Sleepy election campaign exploded into clashes between Satmar and Gur Hasidim
By Yair EttingerBroken headlights, spray-painted swastikas, flyers announcing a "cruel pogrom such as has never before been seen or heard." A still-burning grudge survived the wild winds that swept through Ramat Beit Shemesh this week. These artifacts are the remaining evidence of the battle waged here between United Torah Judaism supporters, led by Gur Hasidim, and anti-Zionist extremists who oppose participation in the "impure elections."
In Jerusalem, Bnei Brak and New York, the heavily anti-Zionist Satmar Hasidim set aside the inheritance struggle that has been ravaging the Hasidic movement over the past few years and closed ranks against the Gur Hasidim. Posters were printed and protest marches made their way past the Gur synagogues.
The somnolent election campaign did not spur any party to generate as tempestuous an atmosphere as the one to be found among the marginal ultra-Orthodox sects. A huge budget, much of it donated by Satmar communities in the United States, was dedicated this year to the printing of flyers and pamphlets calling on all God-fearers to boycott the elections and the Zionist establishment as a whole, to the anger of the UTJ rabbis.
Physical combat broke out in Jerusalem between Gur Hasidim trying to stop Satmar Hasidim from distributing their anti-election materials, and Election Day itself saw scuffles at a few polling stations. It was Ramat Beit Shemesh, though, that turned out to be a particularly violent site of conflict, even before the advertised Saturday night "pogrom" that brought in special police forces.
On Shabbat eve, a group of Ramat Beit Shemesh Bet residents put up posters defaming the chief rabbi of the Gur movement, who was called a "millionaire" who uses UTJ to enrich himself. Shortly before Shabbat ended, some 400 Gur Hasidim from Kiryat Gur and neighboring areas went to the offending neighborhood to avenge their honor. Ramat Beit Shemesh Bet residents refer to the neighborhood as "the Casbah." The Gur Hasidim were heading toward "the Muqata" - not the headquarters of the Palestinian Authority chairman in Ramallah, but the Rama Synagogue in the heart of Ramat Beit Shemesh Bet, where the third meal of the Sabbath was nearly over.
The rabbi leading the meal, Yehoshua Rosenberg, is affiliated with the Satmar-dominated Eda Haredit, an ultra-Orthodox umbrella group, and is respected by most ultra-Orthodox sects in the community.
There are contradictory stories about what happened when the Gur Hasidim reached the synagogue. Residents say the Hasidim went wild, throwing benches, breaking windows, attacking those partaking of the meal, wounding a young boy and "grabbing beards and earlocks." One story repeated over and over is that a plate filled with herring was hurled at the rabbi.
"Even the Zionist police don't dare enter a synagogue," one resident said. "What they did was a very grave matter. To send boys to a synagogue? No one has heard of such a thing."
Gur Hasidim are convinced that most of the destruction was caused by the Satmars, who they said would do anything to make their opponents look like "terrorists."
One of the few Gur Hasidim who said he was present at the incident and agreed to be interviewed said his group's sole purpose was to pray quietly there to protest the poster, and then return home. "Right away they started cursing us and pushing," he said. "Hundreds of people were outside quiet, but marginal people on our side, no more than 20 people, went in and danced. But of course an argument began. Maybe two of them screamed that their rebbe had not agreed to condemn the poster. There were blows, but no injuries and no earlocks were grabbed. Our approach is just to protest. We did what we had to do."
On Saturday night more than 1,000 people clogged the streets, and police said rocks and chairs flew. Protesters on both sides said police called to the scene were scared of entering "the Muqata."
The chief of the local police station, Oz Elias, said there was no need to enter the synagogue once the police officers had forcibly separated the demonstrators and escorted the Gur Hasidim home. Elias said no injuries were reported, but added: "If we hadn't been there, there certainly would have been."
The Satmars see themselves as the victims, and one admitted that their "dedication" gets them a lot of donations from their brethren abroad.
But an ultra-Orthodox Beit Shemesh resident who is not affiliated with either the Satmar or the Gur sects said the Satmar were to blame for causing trouble. He said Satmar youth regularly block roads and burn garbage bins.
"This has become the most radical stronghold of extremists in Israel," he said. "All the ultra-Orthodox in Beit Shemesh feel grateful to the Gur Hasidim for teaching them a lesson."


- **Task prompt**
Pull every line of the entries that has the word "rows".

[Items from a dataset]
—————
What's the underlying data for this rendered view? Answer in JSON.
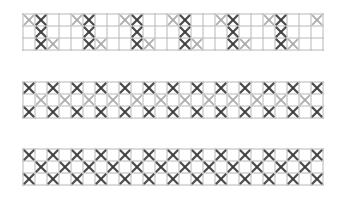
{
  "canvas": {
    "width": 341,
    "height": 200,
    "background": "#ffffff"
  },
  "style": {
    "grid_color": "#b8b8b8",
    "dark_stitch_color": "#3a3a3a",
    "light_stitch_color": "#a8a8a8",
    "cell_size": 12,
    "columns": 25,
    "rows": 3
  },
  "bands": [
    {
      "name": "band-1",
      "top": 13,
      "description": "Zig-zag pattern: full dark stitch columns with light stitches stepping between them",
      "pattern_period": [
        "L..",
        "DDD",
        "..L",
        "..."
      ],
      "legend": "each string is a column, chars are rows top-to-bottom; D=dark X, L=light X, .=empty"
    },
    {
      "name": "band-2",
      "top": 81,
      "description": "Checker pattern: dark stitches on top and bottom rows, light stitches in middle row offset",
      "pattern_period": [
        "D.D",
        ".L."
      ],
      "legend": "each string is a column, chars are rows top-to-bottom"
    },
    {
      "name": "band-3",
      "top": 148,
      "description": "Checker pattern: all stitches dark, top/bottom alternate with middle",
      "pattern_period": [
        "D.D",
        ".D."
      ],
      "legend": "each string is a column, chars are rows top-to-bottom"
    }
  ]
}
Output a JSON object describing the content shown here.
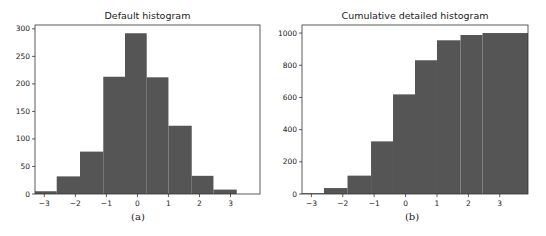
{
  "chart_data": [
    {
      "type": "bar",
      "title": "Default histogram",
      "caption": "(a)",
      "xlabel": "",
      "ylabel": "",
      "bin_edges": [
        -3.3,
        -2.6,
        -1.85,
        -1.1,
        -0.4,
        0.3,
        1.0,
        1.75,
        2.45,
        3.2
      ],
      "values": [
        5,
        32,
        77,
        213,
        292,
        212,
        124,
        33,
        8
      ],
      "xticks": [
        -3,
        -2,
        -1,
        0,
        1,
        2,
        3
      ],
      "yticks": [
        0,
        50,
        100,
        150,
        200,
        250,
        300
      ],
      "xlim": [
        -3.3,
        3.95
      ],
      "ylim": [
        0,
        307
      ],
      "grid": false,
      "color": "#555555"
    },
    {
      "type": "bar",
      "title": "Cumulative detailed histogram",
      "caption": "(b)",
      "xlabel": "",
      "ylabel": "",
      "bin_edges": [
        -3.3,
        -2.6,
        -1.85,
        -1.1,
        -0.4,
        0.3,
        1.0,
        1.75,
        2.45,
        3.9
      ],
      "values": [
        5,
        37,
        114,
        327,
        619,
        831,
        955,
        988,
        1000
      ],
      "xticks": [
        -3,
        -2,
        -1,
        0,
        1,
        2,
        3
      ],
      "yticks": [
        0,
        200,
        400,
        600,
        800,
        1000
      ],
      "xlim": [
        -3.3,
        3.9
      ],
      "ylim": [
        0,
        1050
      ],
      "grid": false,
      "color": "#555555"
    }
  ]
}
—————
- **Finished task**
    "rows": 3
      "legend": "each string is a column, chars are rows top-to-bottom; D=dark X, L=light X, .=empty"
      "description": "Checker pattern: dark stitches on top and bottom rows, light stitches in middle row offset",
      "legend": "each string is a column, chars are rows top-to-bottom"
      "legend": "each string is a column, chars are rows top-to-bottom"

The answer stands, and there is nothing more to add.